What a customs bond actually is
A customs bond is a financial guarantee - a three-party agreement between you (the importer), a surety company, and US Customs and Border Protection (CBP). It guarantees that all duties, taxes and fees on your imports will be paid and that you will comply with customs regulations. If you do not pay, CBP can claim against the bond, the surety covers it, and then pursues you.
It is not insurance for your cargo - that is cargo insurance - and it does not reduce what you owe. It simply guarantees CBP gets paid. Treat it as a condition of entry for commercial goods, not an optional extra.
Single-entry vs continuous bonds
There are two kinds, and choosing the right one saves money:
- Single Transaction Bond (STB) - covers one specific shipment. Best for one-off or very occasional imports. The bond amount is typically at least the value of the goods plus duties and taxes.
- Continuous bond - covers all your import entries at every US port for 12 months, and also satisfies the ISF bond requirement. The minimum amount is $50,000, set at roughly 10% of the duties, taxes and fees you expect to pay over the year.
As a rule of thumb, if you import more than a few times a year, a continuous bond is cheaper and far less hassle than buying a single bond per shipment.
When US importers need one
You generally need a customs bond when:
- You are importing commercial goods valued over $2,500, which require a formal entry.
- Your goods are regulated by another agency - FDA, USDA, CPSC and others - in which case a bond is required regardless of value.
- You need to file an ISF (Importer Security Filing) for ocean shipments to the US.
Crucially, since the US ended the $800 de minimis exemption in 2025, many low-value shipments that once cleared informally now require a formal entry - and therefore a bond. If you are importing from Asia, our China-to-USA guide shows where the bond fits in the process.
How much it costs and how to get one
You do not buy a bond directly from CBP - you get it through a surety company, almost always arranged by your customs broker or freight forwarder. A continuous bond commonly costs a few hundred dollars a year for the typical $50,000 bond; single-entry bonds are priced per shipment and can require separate ISF coverage, which is part of why they add up for frequent importers.
To set one up you will need your importer details (an EIN or CBP-assigned number), an estimate of your annual duties, and a completed application. A broker can usually have a continuous bond active within a few business days.
How Baobab arranges your bond
We coordinate the bond as part of clearing your shipment - working with licensed brokers and sureties to put the right bond (single or continuous) in place, file your ISF and customs entry, and calculate duty so it is all in your landed cost from the start. You import; we handle the compliance plumbing.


- _ACTIVITY_:
The required answer is the run of lines from the one holding "The image size" to the end of the data below, copied exactly and free of pictures.

- _SOURCE DATA_:
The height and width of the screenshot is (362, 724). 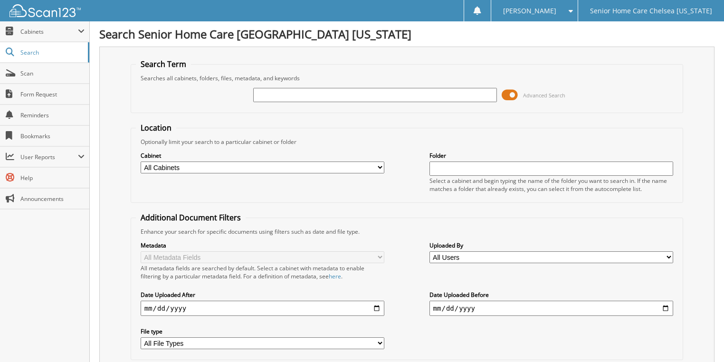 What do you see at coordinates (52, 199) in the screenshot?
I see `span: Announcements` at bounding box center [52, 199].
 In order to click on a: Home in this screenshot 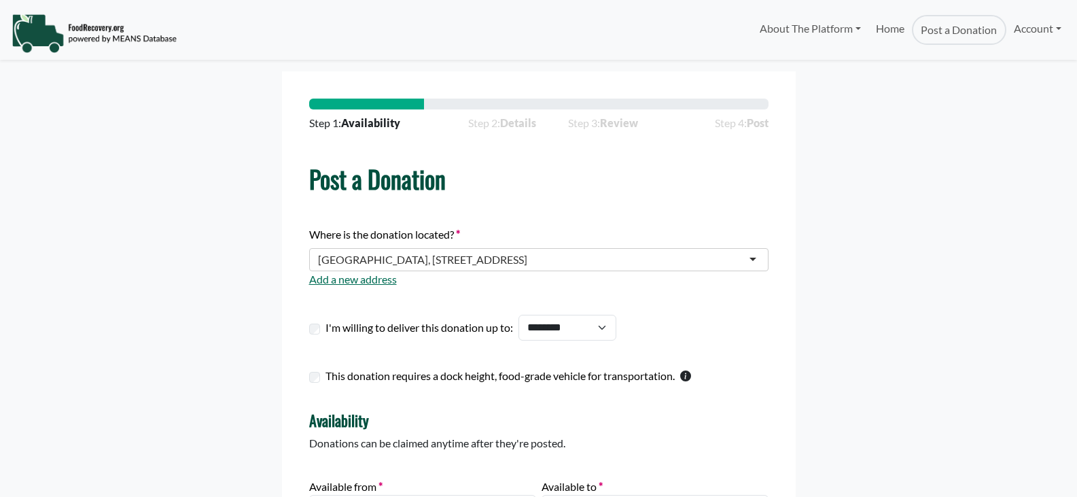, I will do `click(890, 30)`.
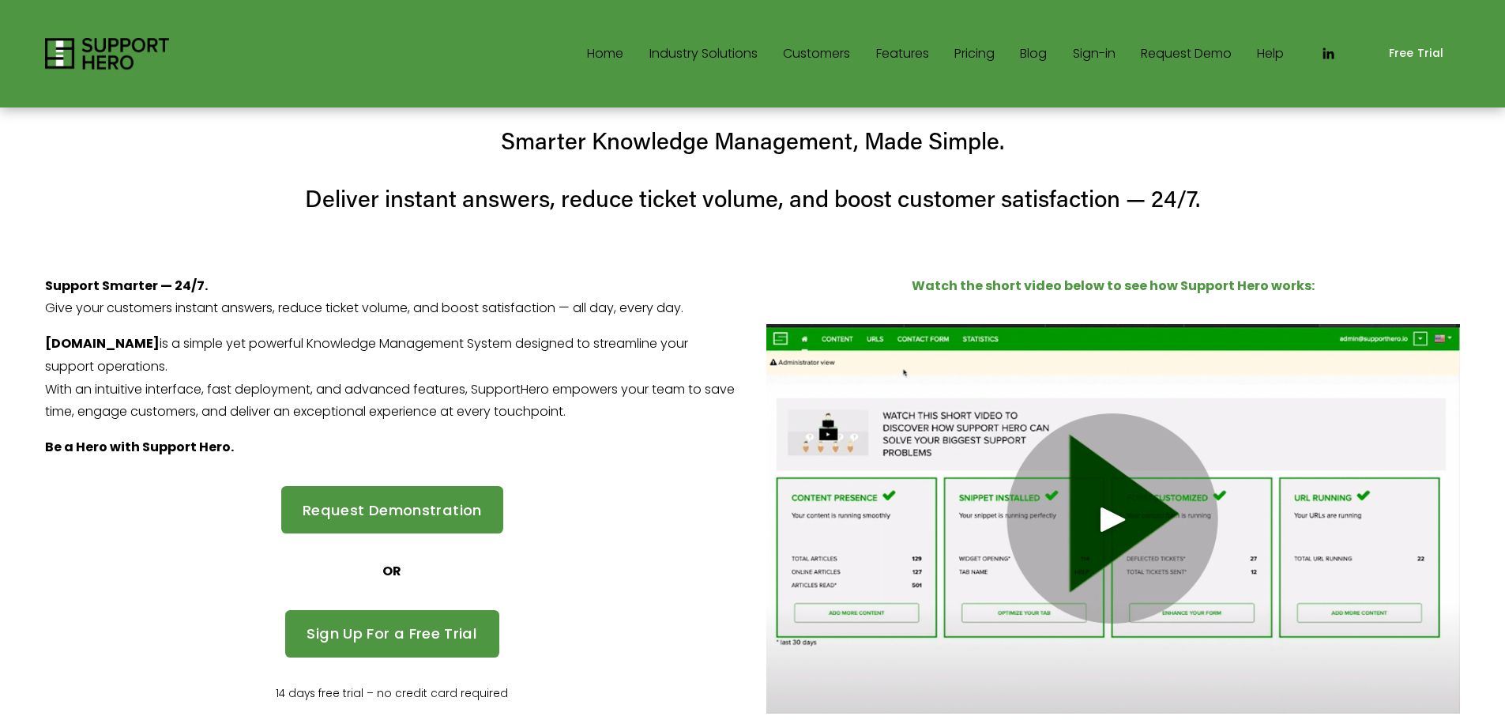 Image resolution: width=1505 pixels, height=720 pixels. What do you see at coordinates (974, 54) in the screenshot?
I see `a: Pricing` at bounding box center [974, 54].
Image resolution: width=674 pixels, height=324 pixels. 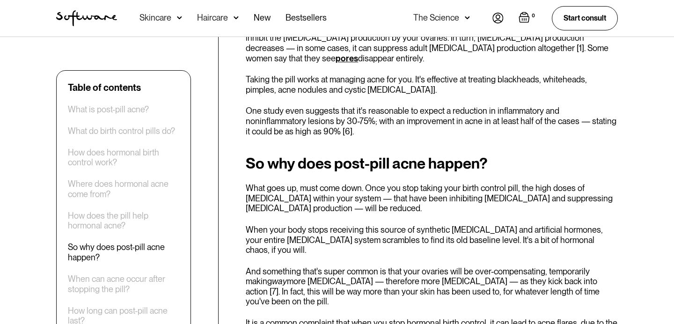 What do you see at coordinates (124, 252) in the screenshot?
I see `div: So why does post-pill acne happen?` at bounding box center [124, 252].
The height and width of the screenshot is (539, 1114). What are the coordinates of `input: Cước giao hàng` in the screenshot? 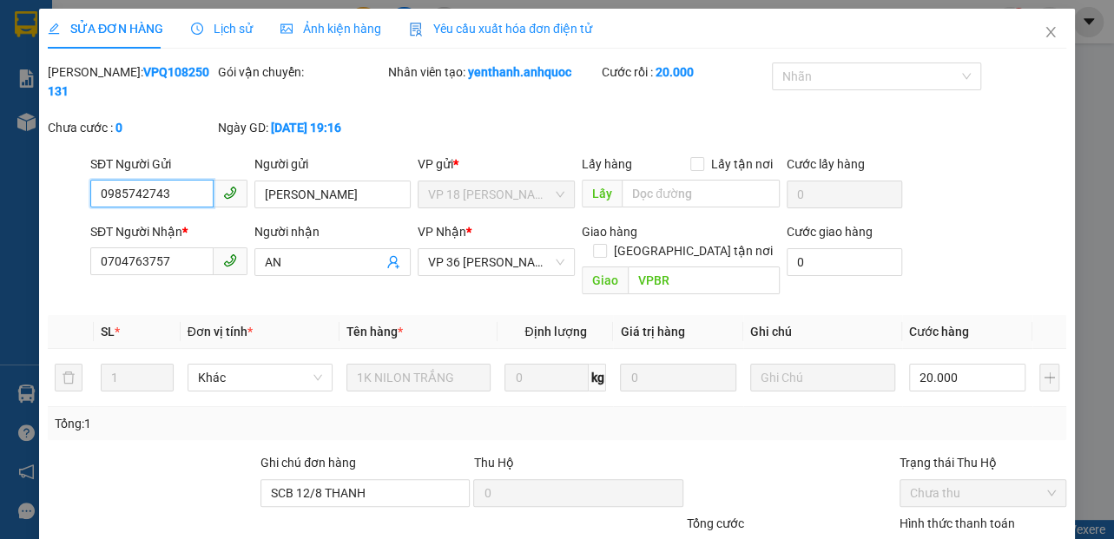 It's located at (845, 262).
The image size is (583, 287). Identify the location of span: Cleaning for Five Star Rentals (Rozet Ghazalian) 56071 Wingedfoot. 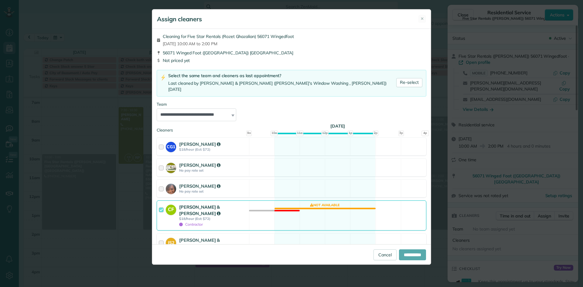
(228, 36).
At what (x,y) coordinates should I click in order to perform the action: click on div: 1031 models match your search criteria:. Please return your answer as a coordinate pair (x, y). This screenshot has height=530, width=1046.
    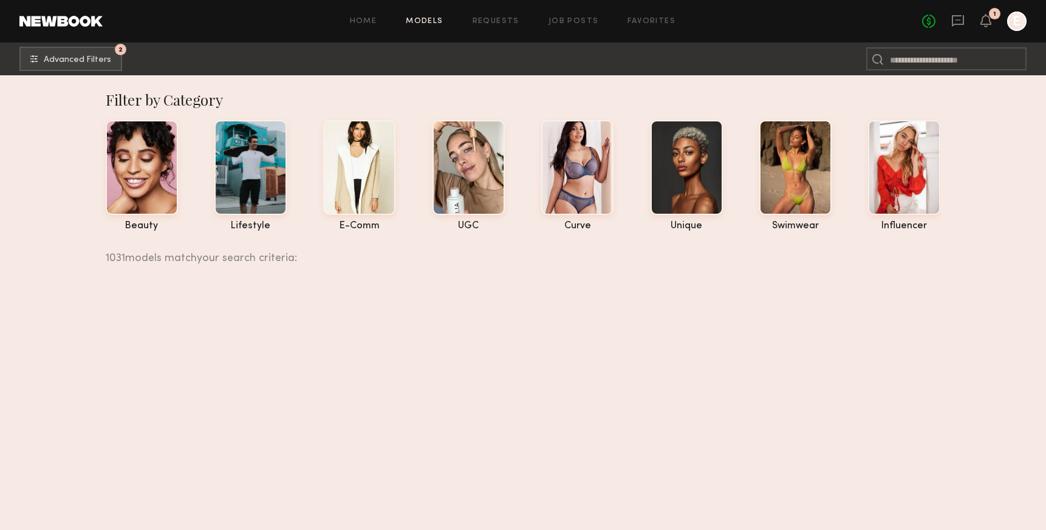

- _RESPONSE_:
The image size is (583, 287). Identify the location of span: Cleaning for Five Star Rentals (Rozet Ghazalian) 56071 Wingedfoot. 
(228, 36).
At what (x,y) coordinates should I click in order to perform the action: click on div: 1031 models match your search criteria:. Please return your answer as a coordinate pair (x, y). This screenshot has height=530, width=1046.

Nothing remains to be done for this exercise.